“Oh, truly, I am the devil of an angel!” said Ned; and he waved his hand and turned.

“Monseigneur, I will never forget,” said the Cagot.

CHAPTER IX.

In Nicette’s little lodge, doors and windows stood all open. Even then the languid air that entered fell fainting almost on the threshold. The heat of many preceding days seemed accumulated in vast bales of clouds piled up from the horizon. It scintillated, livid and coppery, through its enormous envelopes, eating its way forth with menace of a flood of fire.

Obviously the dairy was the nearest approach to a temperate zone, and thither Ned bent his steps, carrying his paint-box and canvas. He found the girl there, as he had expected. She was seated knitting near the flung casement, wherethrough came a hot scent of geranium flowers. In the blinding garden without silence panted like a drouthy dog. Only the horn, high on its perch, found breath to bemoan itself, gathering up the folds of muteness with an attenuated thread of complaint.

Mademoiselle Legrand looked cool and fragrant, for all the house was an oven; but a little bloom of damp was on her face, like dew on a rose.

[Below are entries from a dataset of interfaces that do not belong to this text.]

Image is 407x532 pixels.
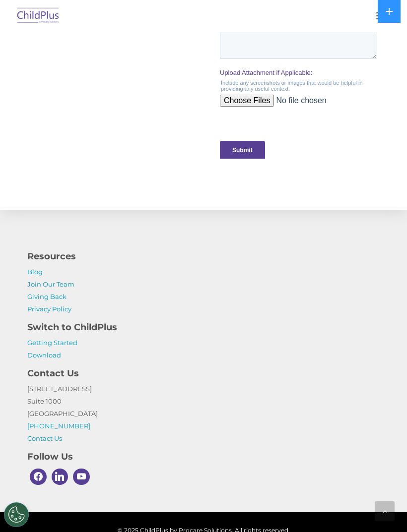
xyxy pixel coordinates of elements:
a: Giving Back [27,293,67,300]
a: Facebook [27,466,49,488]
a: Blog [27,268,43,276]
h4: Contact Us [27,366,380,380]
a: Contact Us [27,435,62,443]
h4: Follow Us [27,450,380,464]
p: [STREET_ADDRESS] Suite 1000 [GEOGRAPHIC_DATA] [27,383,380,445]
a: Getting Started [27,339,78,346]
a: Join Our Team [27,280,75,288]
a: Privacy Policy [27,305,71,313]
button: Cookies Settings [4,502,29,527]
img: ChildPlus by Procare Solutions [15,5,61,28]
h4: Switch to ChildPlus [27,320,380,334]
a: Download [27,351,61,359]
a: [PHONE_NUMBER] [27,422,91,430]
a: Linkedin [49,466,71,488]
h4: Resources [27,250,380,264]
a: Youtube [71,466,92,488]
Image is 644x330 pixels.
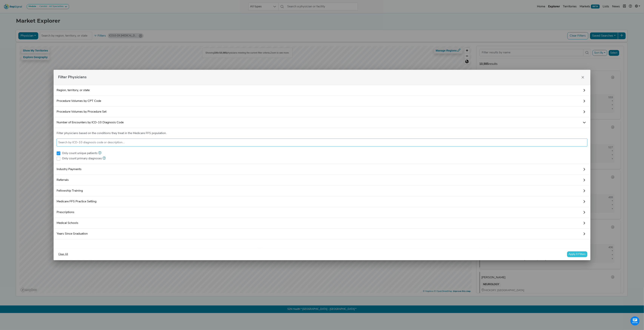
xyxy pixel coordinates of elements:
[58,75,87,80] span: Filter Physicians
[54,175,590,186] a: Referrals
[57,131,587,136] p: Filter physicians based on the conditions they treat in the Medicare FFS population.
[54,197,590,207] a: Medicare FFS Practice Setting
[567,251,587,257] button: Apply 0 Filters
[54,164,590,175] a: Industry Payments
[58,140,585,145] input: Search by ICD-10 diagnosis code or description...
[62,156,102,161] label: Only count primary diagnoses
[54,207,590,218] a: Prescriptions
[54,117,590,128] a: Number of Encounters by ICD-10 Diagnosis Code
[54,218,590,228] a: Medical Schools
[54,128,590,164] div: Number of Encounters by ICD-10 Diagnosis Code
[54,85,590,96] a: Region, territory, or state
[62,151,98,156] label: Only count unique patients
[54,107,590,117] a: Procedure Volumes by Procedure Set
[54,228,590,239] a: Years Since Graduation
[54,96,590,107] a: Procedure Volumes by CPT Code
[580,74,586,80] button: Close
[57,251,70,257] button: Clear All
[54,186,590,197] a: Fellowship Training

In a corner, standing with his hands behind his back and his front to the wall, Baptiste, the sad-eyed child, did penance for some transgression, it would appear.

“I must not lose my Madonna for a misunderstanding,” said Ned.

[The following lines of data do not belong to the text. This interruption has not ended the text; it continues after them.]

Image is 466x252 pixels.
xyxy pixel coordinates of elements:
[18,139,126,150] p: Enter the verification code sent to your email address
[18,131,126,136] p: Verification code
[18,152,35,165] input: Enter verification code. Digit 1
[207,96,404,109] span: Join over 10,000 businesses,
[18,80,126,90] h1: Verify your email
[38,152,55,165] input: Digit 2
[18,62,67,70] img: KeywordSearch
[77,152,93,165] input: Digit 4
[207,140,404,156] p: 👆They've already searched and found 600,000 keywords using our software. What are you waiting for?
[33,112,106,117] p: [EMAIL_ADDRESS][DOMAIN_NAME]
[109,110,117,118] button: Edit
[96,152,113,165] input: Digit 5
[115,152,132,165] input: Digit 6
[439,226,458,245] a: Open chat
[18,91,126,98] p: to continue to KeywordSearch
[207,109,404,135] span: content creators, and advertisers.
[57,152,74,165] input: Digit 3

Nicette rose to her feet, flushing vividly to her brow. The weary white face of the boy was turned in astonishment to the intruder.

“Monsieur,” said the portière, in a little agitated voice, “you must not ask me. For one you hold so cheap to represent the stainless mother! It cannot be, monsieur.”

Ned deposited his paraphernalia on a chair, went up to his whilom model, and took her hands in his with gentle force.